It is apparent that when the distance is too short, fused fibers may appear due to inadequate solvent vaporization; moreover, a similar phenomenon is observed when the distance is far beyond the optimum range. Ghelich et al. [113] studied blended electrospun PVA/NiO-GDC fibers. At a tip-to-collector distance of 8 cm, fused fibers were found. At 10 cm, distinctive individual fibers accumulated. At 15 cm, fused fibers were again viewed. A polyamide-6 (PA-6)/formic acid polymer solution was used in another group of studies. Studies have revealed that the distance between the needle tip and the collector significantly affects the diameter of the resulting nanofibers and the area of the nano-web collection [114,115].

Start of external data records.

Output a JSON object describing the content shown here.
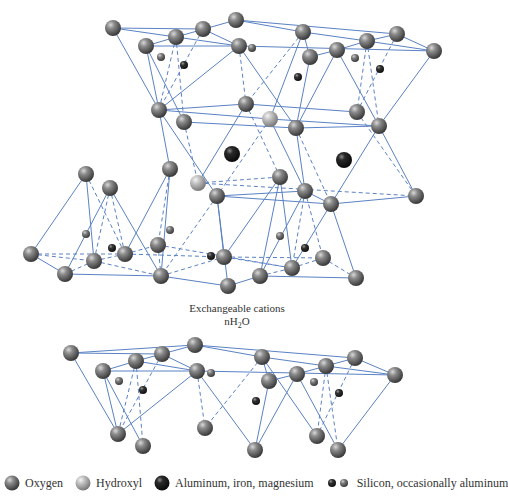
{
  "colors": {
    "bond": "#5a82c4",
    "oxygen": "#6e6e6e",
    "hydroxyl": "#b4b4b4",
    "metal": "#1e1e1e",
    "silicon_dark": "#2a2a2a",
    "silicon_light": "#6a6a6a"
  },
  "captions": {
    "line1": "Exchangeable cations",
    "line2_prefix": "nH",
    "line2_sub": "2",
    "line2_suffix": "O"
  },
  "legend": {
    "items": [
      {
        "label": "Oxygen",
        "icon": "oxygen-sphere"
      },
      {
        "label": "Hydroxyl",
        "icon": "hydroxyl-sphere"
      },
      {
        "label": "Aluminum, iron, magnesium",
        "icon": "metal-sphere"
      },
      {
        "label": "Silicon, occasionally aluminum",
        "icon": "silicon-spheres"
      }
    ]
  },
  "structure": {
    "atoms": [
      {
        "id": "t1",
        "x": 113,
        "y": 28,
        "r": 8,
        "type": "oxygen"
      },
      {
        "id": "t2",
        "x": 146,
        "y": 46,
        "r": 8,
        "type": "oxygen"
      },
      {
        "id": "t3",
        "x": 176,
        "y": 37,
        "r": 8,
        "type": "oxygen"
      },
      {
        "id": "t4",
        "x": 203,
        "y": 29,
        "r": 8,
        "type": "oxygen"
      },
      {
        "id": "t5",
        "x": 236,
        "y": 20,
        "r": 8,
        "type": "oxygen"
      },
      {
        "id": "t6",
        "x": 239,
        "y": 46,
        "r": 8,
        "type": "oxygen"
      },
      {
        "id": "t7",
        "x": 303,
        "y": 32,
        "r": 8,
        "type": "oxygen"
      },
      {
        "id": "t8",
        "x": 310,
        "y": 57,
        "r": 8,
        "type": "oxygen"
      },
      {
        "id": "t9",
        "x": 337,
        "y": 50,
        "r": 8,
        "type": "oxygen"
      },
      {
        "id": "t10",
        "x": 367,
        "y": 41,
        "r": 8,
        "type": "oxygen"
      },
      {
        "id": "t11",
        "x": 397,
        "y": 34,
        "r": 8,
        "type": "oxygen"
      },
      {
        "id": "t12",
        "x": 434,
        "y": 51,
        "r": 8,
        "type": "oxygen"
      },
      {
        "id": "ts1",
        "x": 161,
        "y": 57,
        "r": 4,
        "type": "silicon_light"
      },
      {
        "id": "ts2",
        "x": 184,
        "y": 65,
        "r": 4,
        "type": "silicon_dark"
      },
      {
        "id": "ts3",
        "x": 252,
        "y": 48,
        "r": 4,
        "type": "silicon_light"
      },
      {
        "id": "ts4",
        "x": 298,
        "y": 77,
        "r": 4,
        "type": "silicon_dark"
      },
      {
        "id": "ts5",
        "x": 355,
        "y": 58,
        "r": 4,
        "type": "silicon_light"
      },
      {
        "id": "ts6",
        "x": 380,
        "y": 69,
        "r": 4,
        "type": "silicon_dark"
      },
      {
        "id": "m1",
        "x": 159,
        "y": 110,
        "r": 8,
        "type": "oxygen"
      },
      {
        "id": "m2",
        "x": 184,
        "y": 122,
        "r": 8,
        "type": "oxygen"
      },
      {
        "id": "m3",
        "x": 246,
        "y": 104,
        "r": 8,
        "type": "oxygen"
      },
      {
        "id": "m4",
        "x": 270,
        "y": 119,
        "r": 8,
        "type": "hydroxyl"
      },
      {
        "id": "m5",
        "x": 296,
        "y": 128,
        "r": 8,
        "type": "oxygen"
      },
      {
        "id": "m6",
        "x": 357,
        "y": 112,
        "r": 8,
        "type": "oxygen"
      },
      {
        "id": "m7",
        "x": 379,
        "y": 126,
        "r": 8,
        "type": "oxygen"
      },
      {
        "id": "al1",
        "x": 232,
        "y": 154,
        "r": 8,
        "type": "metal"
      },
      {
        "id": "al2",
        "x": 344,
        "y": 160,
        "r": 8,
        "type": "metal"
      },
      {
        "id": "b1",
        "x": 86,
        "y": 174,
        "r": 8,
        "type": "oxygen"
      },
      {
        "id": "b2",
        "x": 170,
        "y": 169,
        "r": 8,
        "type": "oxygen"
      },
      {
        "id": "b3",
        "x": 110,
        "y": 188,
        "r": 8,
        "type": "oxygen"
      },
      {
        "id": "b4",
        "x": 198,
        "y": 183,
        "r": 8,
        "type": "hydroxyl"
      },
      {
        "id": "b5",
        "x": 217,
        "y": 196,
        "r": 8,
        "type": "oxygen"
      },
      {
        "id": "b6",
        "x": 280,
        "y": 177,
        "r": 8,
        "type": "oxygen"
      },
      {
        "id": "b7",
        "x": 305,
        "y": 191,
        "r": 8,
        "type": "oxygen"
      },
      {
        "id": "b8",
        "x": 331,
        "y": 204,
        "r": 8,
        "type": "oxygen"
      },
      {
        "id": "b9",
        "x": 416,
        "y": 196,
        "r": 8,
        "type": "oxygen"
      },
      {
        "id": "bs1",
        "x": 86,
        "y": 234,
        "r": 4,
        "type": "silicon_light"
      },
      {
        "id": "bs2",
        "x": 112,
        "y": 248,
        "r": 4,
        "type": "silicon_dark"
      },
      {
        "id": "bs3",
        "x": 170,
        "y": 230,
        "r": 4,
        "type": "silicon_light"
      },
      {
        "id": "bs4",
        "x": 211,
        "y": 256,
        "r": 4,
        "type": "silicon_dark"
      },
      {
        "id": "bs5",
        "x": 280,
        "y": 236,
        "r": 4,
        "type": "silicon_light"
      },
      {
        "id": "bs6",
        "x": 305,
        "y": 248,
        "r": 4,
        "type": "silicon_dark"
      },
      {
        "id": "l1",
        "x": 31,
        "y": 254,
        "r": 8,
        "type": "oxygen"
      },
      {
        "id": "l2",
        "x": 94,
        "y": 261,
        "r": 8,
        "type": "oxygen"
      },
      {
        "id": "l3",
        "x": 125,
        "y": 254,
        "r": 8,
        "type": "oxygen"
      },
      {
        "id": "l4",
        "x": 158,
        "y": 245,
        "r": 8,
        "type": "oxygen"
      },
      {
        "id": "l5",
        "x": 224,
        "y": 257,
        "r": 8,
        "type": "oxygen"
      },
      {
        "id": "l6",
        "x": 292,
        "y": 268,
        "r": 8,
        "type": "oxygen"
      },
      {
        "id": "l7",
        "x": 323,
        "y": 258,
        "r": 8,
        "type": "oxygen"
      },
      {
        "id": "l8",
        "x": 65,
        "y": 274,
        "r": 8,
        "type": "oxygen"
      },
      {
        "id": "l9",
        "x": 161,
        "y": 276,
        "r": 8,
        "type": "oxygen"
      },
      {
        "id": "l10",
        "x": 228,
        "y": 286,
        "r": 8,
        "type": "oxygen"
      },
      {
        "id": "l11",
        "x": 260,
        "y": 276,
        "r": 8,
        "type": "oxygen"
      },
      {
        "id": "l12",
        "x": 356,
        "y": 278,
        "r": 8,
        "type": "oxygen"
      },
      {
        "id": "u1",
        "x": 71,
        "y": 353,
        "r": 8,
        "type": "oxygen"
      },
      {
        "id": "u2",
        "x": 103,
        "y": 371,
        "r": 8,
        "type": "oxygen"
      },
      {
        "id": "u3",
        "x": 136,
        "y": 361,
        "r": 8,
        "type": "oxygen"
      },
      {
        "id": "u4",
        "x": 162,
        "y": 354,
        "r": 8,
        "type": "oxygen"
      },
      {
        "id": "u5",
        "x": 195,
        "y": 345,
        "r": 8,
        "type": "oxygen"
      },
      {
        "id": "u6",
        "x": 197,
        "y": 371,
        "r": 8,
        "type": "oxygen"
      },
      {
        "id": "u7",
        "x": 262,
        "y": 357,
        "r": 8,
        "type": "oxygen"
      },
      {
        "id": "u8",
        "x": 269,
        "y": 381,
        "r": 8,
        "type": "oxygen"
      },
      {
        "id": "u9",
        "x": 297,
        "y": 374,
        "r": 8,
        "type": "oxygen"
      },
      {
        "id": "u10",
        "x": 326,
        "y": 366,
        "r": 8,
        "type": "oxygen"
      },
      {
        "id": "u11",
        "x": 355,
        "y": 358,
        "r": 8,
        "type": "oxygen"
      },
      {
        "id": "u12",
        "x": 395,
        "y": 375,
        "r": 8,
        "type": "oxygen"
      },
      {
        "id": "us1",
        "x": 119,
        "y": 381,
        "r": 4,
        "type": "silicon_light"
      },
      {
        "id": "us2",
        "x": 143,
        "y": 390,
        "r": 4,
        "type": "silicon_dark"
      },
      {
        "id": "us3",
        "x": 211,
        "y": 373,
        "r": 4,
        "type": "silicon_light"
      },
      {
        "id": "us4",
        "x": 256,
        "y": 401,
        "r": 4,
        "type": "silicon_dark"
      },
      {
        "id": "us5",
        "x": 314,
        "y": 382,
        "r": 4,
        "type": "silicon_light"
      },
      {
        "id": "us6",
        "x": 339,
        "y": 393,
        "r": 4,
        "type": "silicon_dark"
      },
      {
        "id": "v1",
        "x": 118,
        "y": 434,
        "r": 8,
        "type": "oxygen"
      },
      {
        "id": "v2",
        "x": 143,
        "y": 446,
        "r": 8,
        "type": "oxygen"
      },
      {
        "id": "v3",
        "x": 205,
        "y": 428,
        "r": 8,
        "type": "oxygen"
      },
      {
        "id": "v4",
        "x": 255,
        "y": 450,
        "r": 8,
        "type": "oxygen"
      },
      {
        "id": "v5",
        "x": 317,
        "y": 436,
        "r": 8,
        "type": "oxygen"
      },
      {
        "id": "v6",
        "x": 338,
        "y": 450,
        "r": 8,
        "type": "oxygen"
      }
    ],
    "bonds": [
      [
        "t1",
        "t4",
        0
      ],
      [
        "t1",
        "t3",
        0
      ],
      [
        "t3",
        "t5",
        0
      ],
      [
        "t4",
        "t6",
        0
      ],
      [
        "t2",
        "t6",
        0
      ],
      [
        "t2",
        "t3",
        0
      ],
      [
        "t3",
        "t6",
        0
      ],
      [
        "t5",
        "t7",
        0
      ],
      [
        "t7",
        "t8",
        0
      ],
      [
        "t6",
        "t12",
        0
      ],
      [
        "t8",
        "t9",
        0
      ],
      [
        "t9",
        "t10",
        0
      ],
      [
        "t7",
        "t10",
        0
      ],
      [
        "t10",
        "t11",
        0
      ],
      [
        "t10",
        "t12",
        0
      ],
      [
        "t11",
        "t12",
        0
      ],
      [
        "t5",
        "t11",
        0
      ],
      [
        "t1",
        "m1",
        0
      ],
      [
        "t2",
        "m2",
        0
      ],
      [
        "t3",
        "m1",
        1
      ],
      [
        "t3",
        "m2",
        1
      ],
      [
        "t4",
        "m1",
        1
      ],
      [
        "t6",
        "m3",
        1
      ],
      [
        "t6",
        "m5",
        0
      ],
      [
        "t2",
        "m1",
        0
      ],
      [
        "t6",
        "m1",
        0
      ],
      [
        "t8",
        "m5",
        0
      ],
      [
        "t9",
        "m5",
        0
      ],
      [
        "t7",
        "m3",
        1
      ],
      [
        "t9",
        "m7",
        0
      ],
      [
        "t10",
        "m6",
        1
      ],
      [
        "t10",
        "m7",
        1
      ],
      [
        "t11",
        "m6",
        1
      ],
      [
        "t12",
        "m7",
        0
      ],
      [
        "t7",
        "m4",
        0
      ],
      [
        "m1",
        "m3",
        0
      ],
      [
        "m1",
        "m4",
        0
      ],
      [
        "m2",
        "m5",
        0
      ],
      [
        "m3",
        "m6",
        0
      ],
      [
        "m4",
        "m7",
        0
      ],
      [
        "m5",
        "m7",
        0
      ],
      [
        "m1",
        "b2",
        0
      ],
      [
        "m1",
        "b5",
        0
      ],
      [
        "m2",
        "b4",
        1
      ],
      [
        "m3",
        "b4",
        0
      ],
      [
        "m3",
        "b6",
        1
      ],
      [
        "m4",
        "b7",
        0
      ],
      [
        "m4",
        "b5",
        1
      ],
      [
        "m5",
        "b7",
        0
      ],
      [
        "m5",
        "b8",
        1
      ],
      [
        "m6",
        "b9",
        1
      ],
      [
        "m7",
        "b8",
        0
      ],
      [
        "m7",
        "b9",
        0
      ],
      [
        "b4",
        "b6",
        1
      ],
      [
        "b4",
        "b9",
        1
      ],
      [
        "b5",
        "b7",
        0
      ],
      [
        "b7",
        "b8",
        0
      ],
      [
        "b8",
        "b9",
        0
      ],
      [
        "b5",
        "b8",
        0
      ],
      [
        "b1",
        "l1",
        0
      ],
      [
        "b1",
        "l2",
        0
      ],
      [
        "b1",
        "l3",
        1
      ],
      [
        "b3",
        "l8",
        0
      ],
      [
        "b3",
        "l2",
        1
      ],
      [
        "b3",
        "l3",
        1
      ],
      [
        "b3",
        "l9",
        0
      ],
      [
        "b2",
        "l4",
        1
      ],
      [
        "b2",
        "l3",
        0
      ],
      [
        "b2",
        "l9",
        0
      ],
      [
        "b5",
        "l5",
        0
      ],
      [
        "b5",
        "l10",
        0
      ],
      [
        "b5",
        "l9",
        1
      ],
      [
        "b6",
        "l5",
        0
      ],
      [
        "b6",
        "l6",
        0
      ],
      [
        "b6",
        "l11",
        0
      ],
      [
        "b7",
        "l11",
        0
      ],
      [
        "b7",
        "l6",
        1
      ],
      [
        "b7",
        "l7",
        1
      ],
      [
        "b8",
        "l12",
        0
      ],
      [
        "b8",
        "l6",
        0
      ],
      [
        "l1",
        "l2",
        1
      ],
      [
        "l1",
        "l3",
        1
      ],
      [
        "l1",
        "l8",
        0
      ],
      [
        "l8",
        "l2",
        1
      ],
      [
        "l8",
        "l9",
        0
      ],
      [
        "l2",
        "l3",
        1
      ],
      [
        "l3",
        "l4",
        1
      ],
      [
        "l4",
        "l9",
        1
      ],
      [
        "l9",
        "l5",
        1
      ],
      [
        "l9",
        "l10",
        0
      ],
      [
        "l10",
        "l11",
        0
      ],
      [
        "l5",
        "l6",
        1
      ],
      [
        "l11",
        "l6",
        1
      ],
      [
        "l6",
        "l7",
        1
      ],
      [
        "l11",
        "l12",
        0
      ],
      [
        "l7",
        "l12",
        1
      ],
      [
        "l3",
        "l5",
        1
      ],
      [
        "l5",
        "l7",
        1
      ],
      [
        "l4",
        "l6",
        1
      ],
      [
        "l2",
        "l9",
        1
      ],
      [
        "u1",
        "u4",
        0
      ],
      [
        "u1",
        "u5",
        0
      ],
      [
        "u3",
        "u5",
        0
      ],
      [
        "u4",
        "u6",
        0
      ],
      [
        "u2",
        "u6",
        0
      ],
      [
        "u2",
        "u3",
        0
      ],
      [
        "u3",
        "u6",
        0
      ],
      [
        "u5",
        "u7",
        0
      ],
      [
        "u7",
        "u8",
        0
      ],
      [
        "u6",
        "u12",
        0
      ],
      [
        "u8",
        "u9",
        0
      ],
      [
        "u9",
        "u10",
        0
      ],
      [
        "u7",
        "u10",
        0
      ],
      [
        "u10",
        "u11",
        0
      ],
      [
        "u10",
        "u12",
        0
      ],
      [
        "u11",
        "u12",
        0
      ],
      [
        "u5",
        "u11",
        0
      ],
      [
        "u1",
        "v1",
        0
      ],
      [
        "u2",
        "v2",
        0
      ],
      [
        "u3",
        "v1",
        1
      ],
      [
        "u3",
        "v2",
        1
      ],
      [
        "u4",
        "v1",
        1
      ],
      [
        "u6",
        "v3",
        1
      ],
      [
        "u6",
        "v4",
        0
      ],
      [
        "u2",
        "v1",
        0
      ],
      [
        "u6",
        "v1",
        0
      ],
      [
        "u8",
        "v4",
        0
      ],
      [
        "u9",
        "v4",
        0
      ],
      [
        "u7",
        "v3",
        1
      ],
      [
        "u9",
        "v6",
        0
      ],
      [
        "u10",
        "v5",
        1
      ],
      [
        "u10",
        "v6",
        1
      ],
      [
        "u11",
        "v5",
        1
      ],
      [
        "u12",
        "v6",
        0
      ],
      [
        "u7",
        "v5",
        0
      ]
    ]
  }
}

4.1.4. Collector Design and Drum Speed

In the electrospinning process, electrospun fibers necessitate a specific target for fiber accumulation, regarded as a collector. The design of a collector affects the structural morphology of the ultimate fibrous membranes. In normal situations, two basic types of collectors, i.e., stationary flat collectors and rotary drum collectors, are frequently employed at laboratory scales. The membrane formed on a flat collector consists of a smaller perimeter, unless the nozzle moves to and fro to a broader area. Also, the electrostatic forces exerted on fibers cause them to stretch the fibers. On the other hand, a rotary drum collector is more convenient for creating bigger nanofiber membranes since the drum can turn around its axis at a variable speed. Its velocity elongates the fibers, consequently aligning them and reducing their diameters. During rotational movement, electrostatic forces pull fibers parallel to their axis, while fused fibers are also created transversely by high rotational velocity. By choosing a particular collector design, one can examine the morphology of the resultant membrane to obtain distinctive features for specific applications [116,117].
Figure 6e,f show SEM micrographs of PCL nanofibers spun at different drum collector speeds. For a static collector drum (0 rpm), randomly oriented fibers were generated with a diameter of 1142 ± 391 nm. Upon increasing the rotational speed of the drum collector to 2000 rpm, most of the nanofibers became aligned, and a noteworthy decrease in the fiber diameter of 663 ± 334 nm was observed. The outcome might have been typified by the stretching force applied by the high speed of the drum during the deposition of fibers on the collector. Therefore, the graph plotted showed a narrower fiber diameter distribution (%). The muddled movement of the charged jets in the electrostatic field and the aerodynamic drag forces created by high-speed drum eventually impeded the formation of exactly aligned structures of nanofibers [112].
Kashif et al. [118] produced nanofibers using a polylactic acid (PLA) solution and a drum collector, varying the drum speed while keeping all other parameters constant. The drum speeds were set at 0, 300, 800, and 1300 rpm, resulting in different fiber alignment morphologies categorized as random, less aligned, medium aligned, and highly aligned, respectively. The results indicated that as the drum speed increased, the alignment of the nanofibers improved, while their diameter decreased. This demonstrated that the orientation of electrospun nanofibers could be controlled by adjusting the rotational speed (surface velocity) of the drum collector. Figure 7a–d present SEM micrographs of the samples, along with corresponding histograms (Figure 7e–h) and a graphical representation of the degree of fiber alignment, which consistently increased with higher drum speeds (Figure 7i–l). All samples were spun under identical conditions, with a weight per unit area (Wt/A) of approximately 0.0020 g/cm2. However, the layer thickness varied slightly, measuring 85, 80, 70, and 65 μm for drum speeds of 0, 300, 800, and 1300 rpm, respectively. This variation in fiber diameter is likely due to the different stretching forces applied to the emerging fibers, attributed to the variable rotational speeds of the drum collector.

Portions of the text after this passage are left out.